Podiatry Prior Authorization and Denial Guide
Prior authorization requirements, denial patterns, and appeal strategies for podiatric services, grounded in Aetna CPB #0629 (bunionectomy), CPB #0636 (hammertoe repair), CPB #0451 (orthotic devices), UHC Policy 2026T0624O, CMS Medicare Benefit Policy Manual Chapter 15 §290, and CMS MLN SE1338 regarding routine foot care.
Routine foot care under Medicare (CPT 11720–11721, 11055–11057): Medicare covers routine foot care only under specific clinical circumstances — when the patient has a systemic condition (diabetes, peripheral arterial disease, peripheral neuropathy) that creates a medical necessity for professional foot care. The Class Findings criteria require documentation of the systemic condition and findings indicating that routine foot care involves risks not present in the normal population. Without documentation of qualifying systemic conditions, routine foot care is not covered and represents a CO-97 bundling or CO-96 non-covered denial.
Bunionectomy and hammertoe repair: Aetna CPB #0629 covers bunionectomy when the deformity causes functional impairment — pain with ambulation, difficulty fitting standard footwear, or gait disturbance — documented by clinical exam and weight-bearing X-rays. Hammertoe repair (CPT 28285) under Aetna CPB #0636 requires documentation of conservative treatment failure (padding, shoe modifications, accommodative orthotics) and pain or functional limitation. Custom orthotic devices (CPT A5500–A5513, L3000 series) require prior authorization for most commercial payers and Medicare DME — documentation must include the qualifying diagnosis, failed conservative treatment, and for diabetic shoe inserts, the Class Findings qualifying examination.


- WHAT THE EXERCISE ASKS -
Reproduce all the lines below exactly and omit the images.

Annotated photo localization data
----

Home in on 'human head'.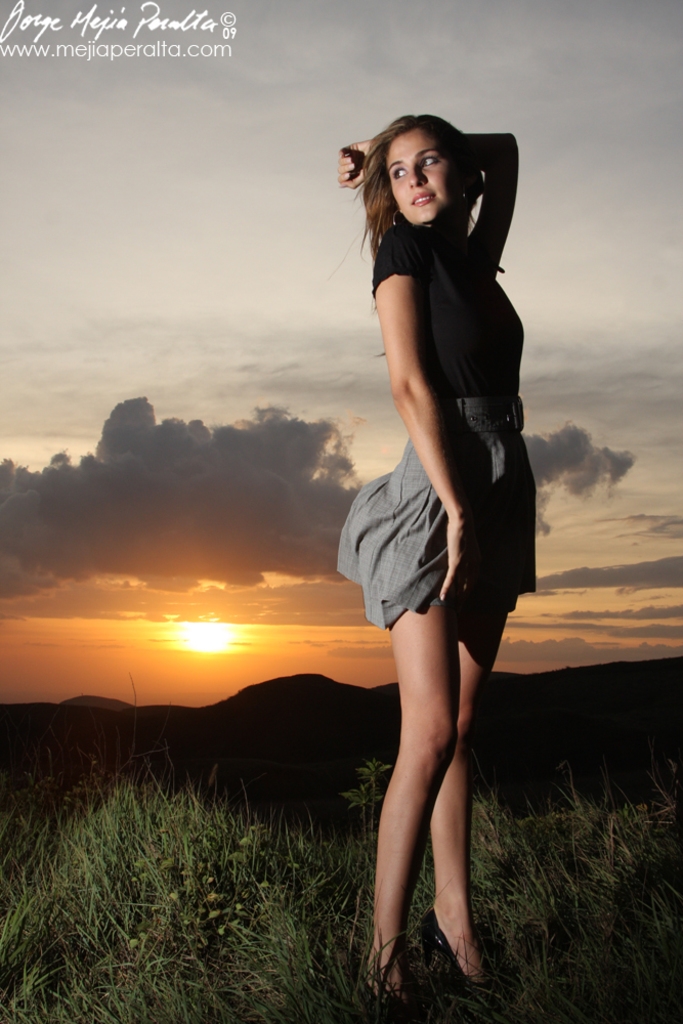
Homed in at bbox=(373, 109, 479, 229).
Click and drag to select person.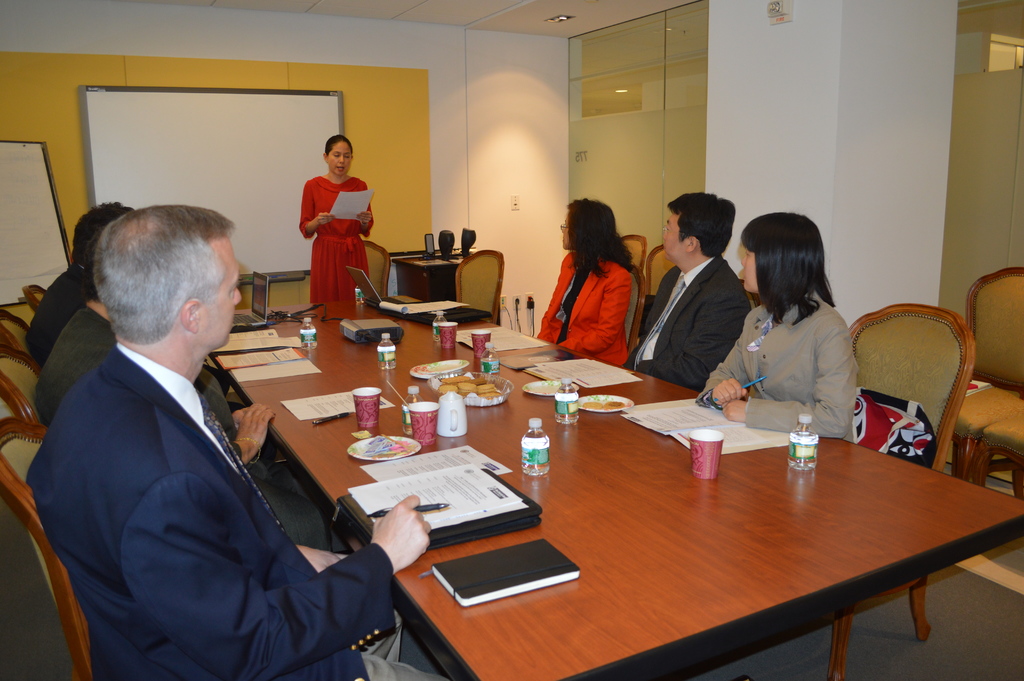
Selection: Rect(691, 211, 845, 439).
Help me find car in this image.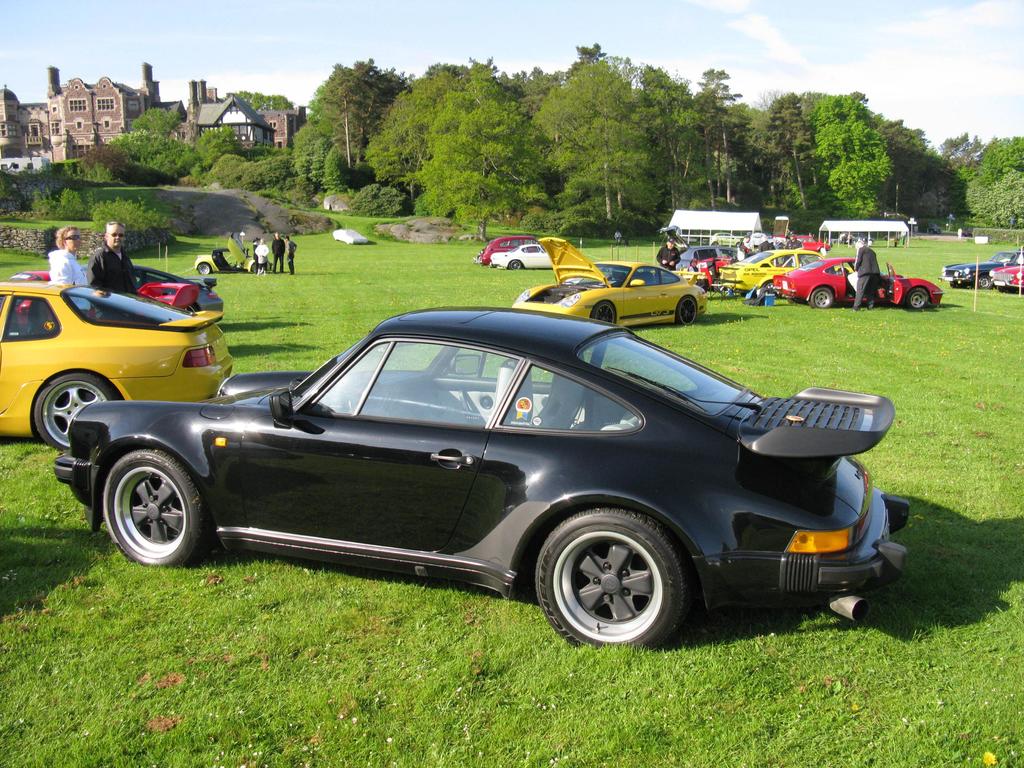
Found it: [left=0, top=262, right=195, bottom=312].
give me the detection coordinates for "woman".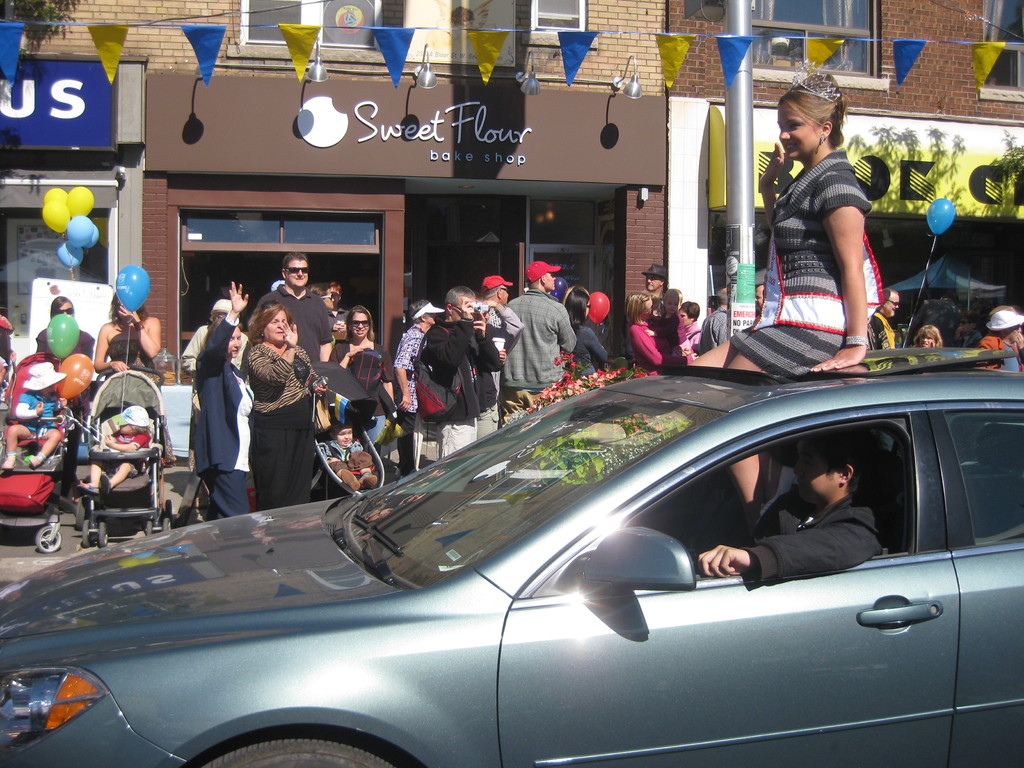
locate(689, 57, 884, 513).
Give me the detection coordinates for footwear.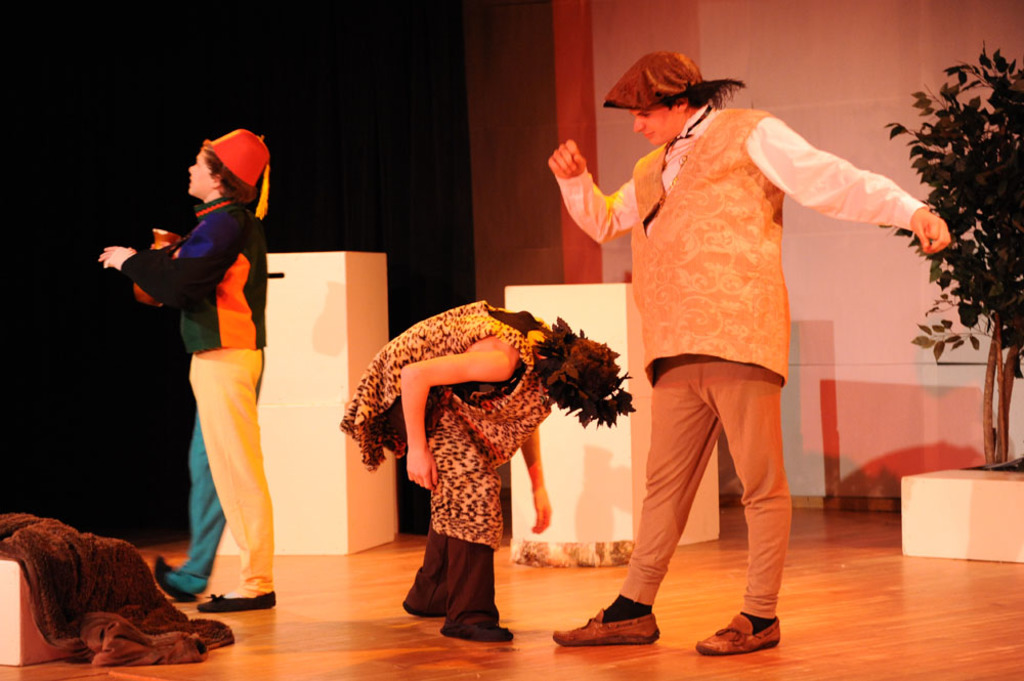
191 586 274 609.
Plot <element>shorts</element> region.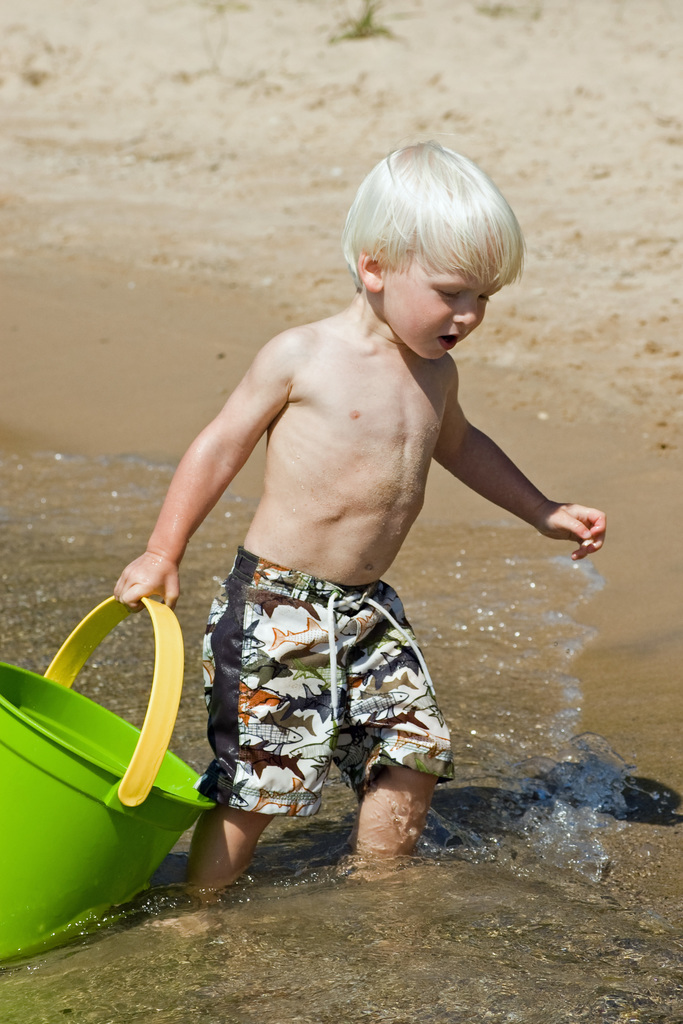
Plotted at region(169, 592, 479, 844).
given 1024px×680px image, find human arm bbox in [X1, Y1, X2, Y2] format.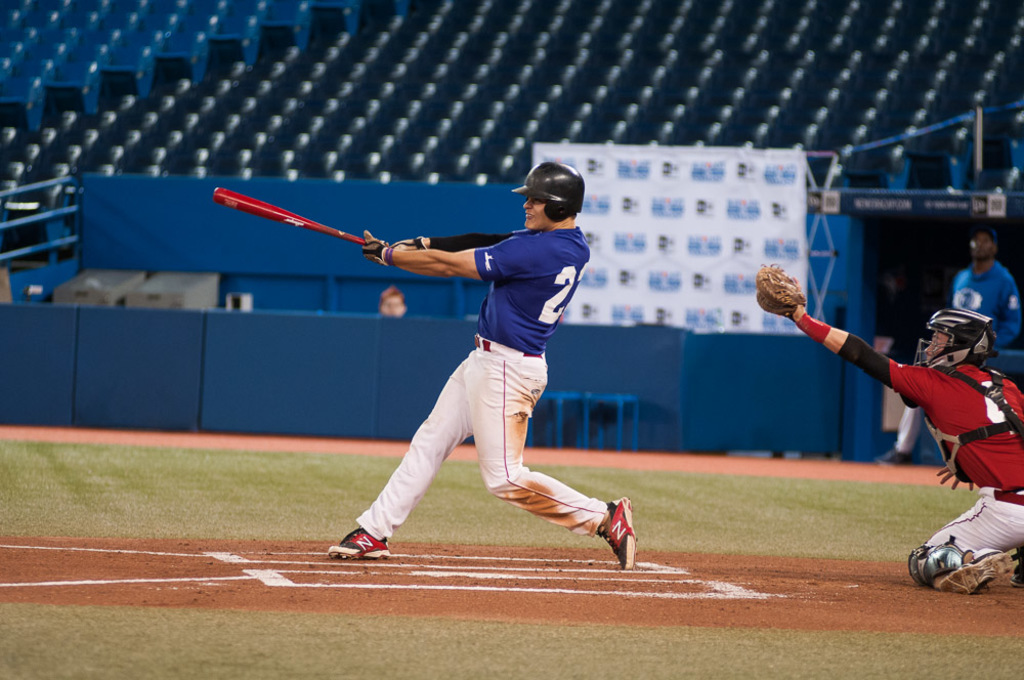
[740, 252, 928, 412].
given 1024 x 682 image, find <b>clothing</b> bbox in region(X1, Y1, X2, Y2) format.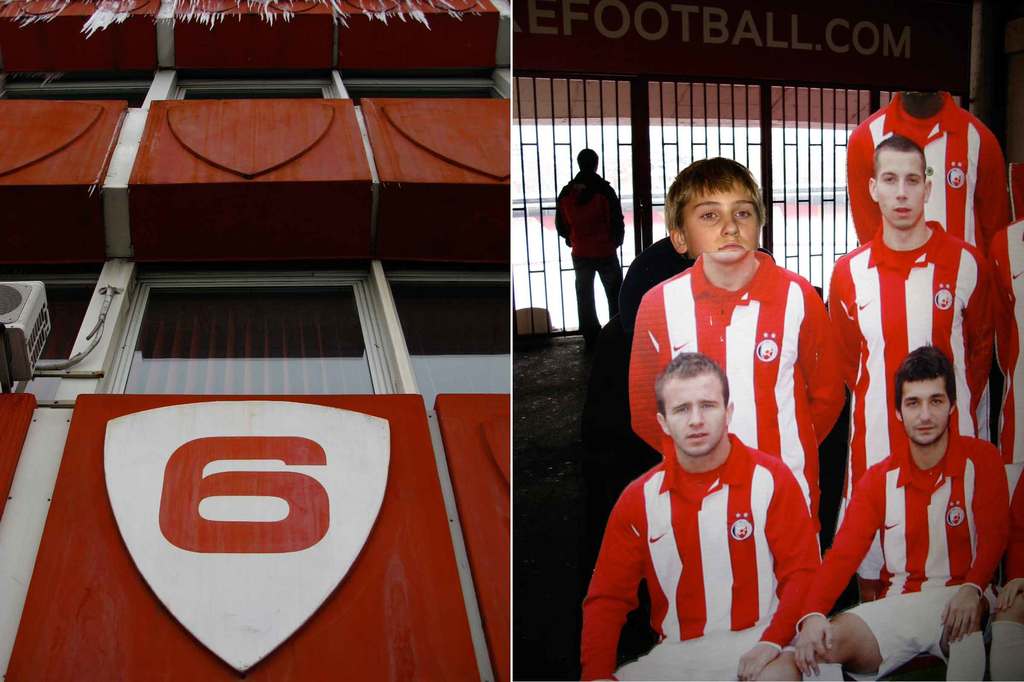
region(627, 253, 851, 578).
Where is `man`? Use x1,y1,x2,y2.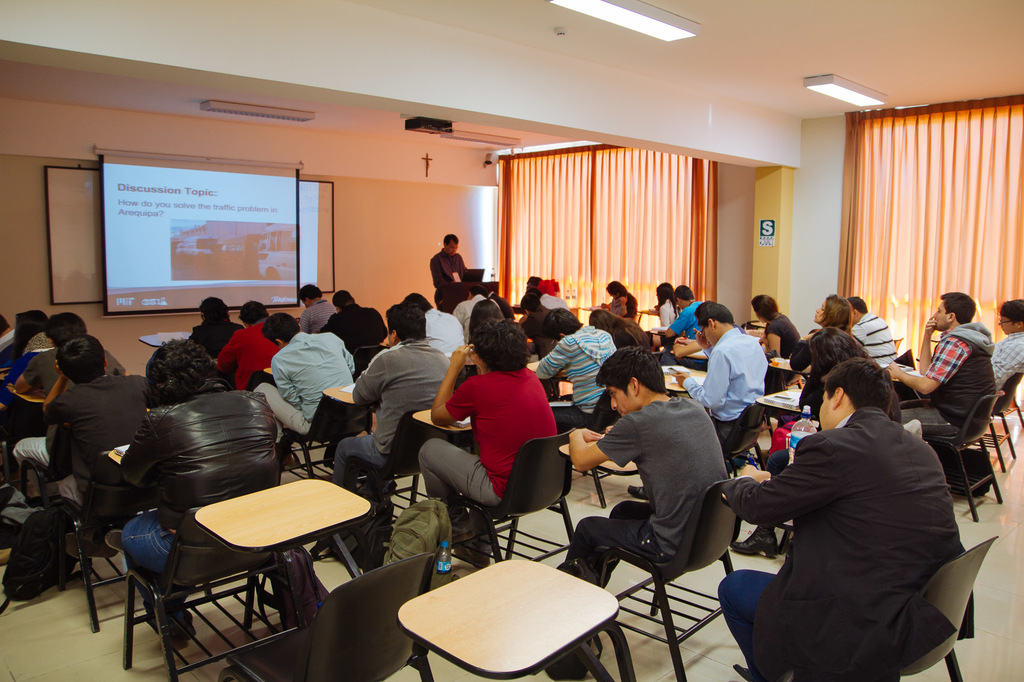
0,314,16,367.
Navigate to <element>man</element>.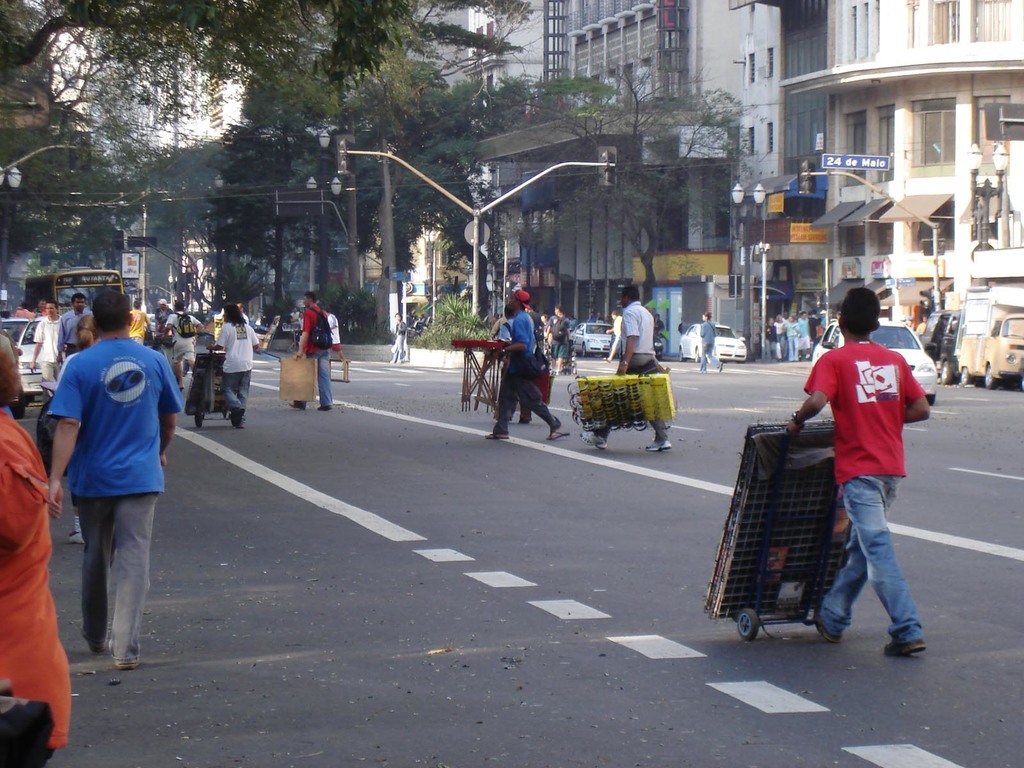
Navigation target: {"left": 541, "top": 304, "right": 568, "bottom": 374}.
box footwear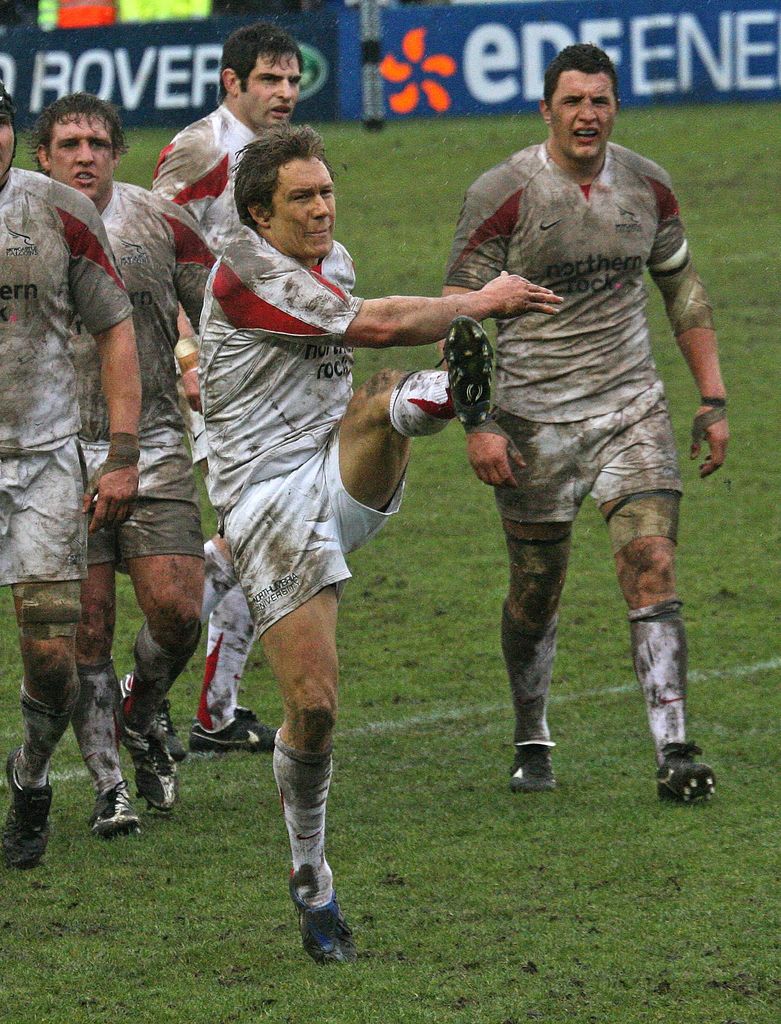
[86,781,145,840]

----

- RESPONSE BOX -
Home in on 'human head'.
Homed in at bbox=(373, 109, 479, 229).
Click and drag to select person.
Selection: Rect(691, 211, 845, 439).
Help me find car in this image.
Found it: [left=0, top=262, right=195, bottom=312].
give me the detection coordinates for "woman".
locate(689, 57, 884, 513).
Give me the detection coordinates for footwear.
191 586 274 609.
Plot <element>shorts</element> region.
Plotted at region(169, 592, 479, 844).
given 1024px×680px image, find human arm bbox in [X1, Y1, X2, Y2] format.
[740, 252, 928, 412].
given 1024 x 682 image, find <b>clothing</b> bbox in region(X1, Y1, X2, Y2) format.
region(627, 253, 851, 578).
Where is `man`? Use x1,y1,x2,y2.
0,314,16,367.
Navigate to <element>man</element>.
Navigation target: {"left": 541, "top": 304, "right": 568, "bottom": 374}.
box footwear
[86,781,145,840]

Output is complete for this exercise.